Eight teenagers were arrested over dozens of fake bomb threats to schools in the Bosnian capital Sarajevo that have virtually paralysed teaching, police said on Tuesday.
Since October 14, eight teenagers have been arrested over fake bomb threats including three on Monday evening, a police spokeswoman told AFP.
On Tuesday morning several Sarajevo high schools received new bomb threats, spokeswoman Mersiha Novalic said.
As on all the previous occasions, students were evacuated and the police inspected the schools, she added.
The threats, sent mainly by email and sometimes by telephone, have been occurring on an almost daily basis since the start of the month.
Almost all of Sarajevo’s 35 high schools and several primaries have been targeted.
“Since the beginning of October, we haven’t had any classes for about 10 days… or we’ve been evacuated in the middle of class,” Ena, a final-year student at a Sarajevo high school, told AFP.
Around a hundred bomb threats have been reported to the police in three weeks, according to an AFP count.
The first suspect to be arrested was a 16-year-old student who has made 49 fake bomb threats in 11 days, according to the prosecutors.

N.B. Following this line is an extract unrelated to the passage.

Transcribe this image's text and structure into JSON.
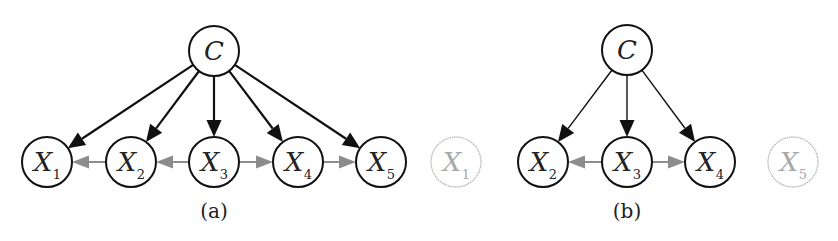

Seven of the eight arrested are minors and one is 18 years old.
So far, five of them have been placed in a specialised educational centre for minor delinquents, according to Novalic.
If found guilty of “threatening security” and raising a false alarm, the teenagers aged between 16 and 18 can be sentenced to a maximum of five years in prison, according to Bosnian law.
Police warned such a large number of fake threats affects their work.
“We have to follow the protocol for such situations, organise evacuations and carry out searches to check if there’s a device.
“Every email, no matter how trivial, needs to be investigated,” inspector Sasa Petrovic told regional broadcaster TVSA.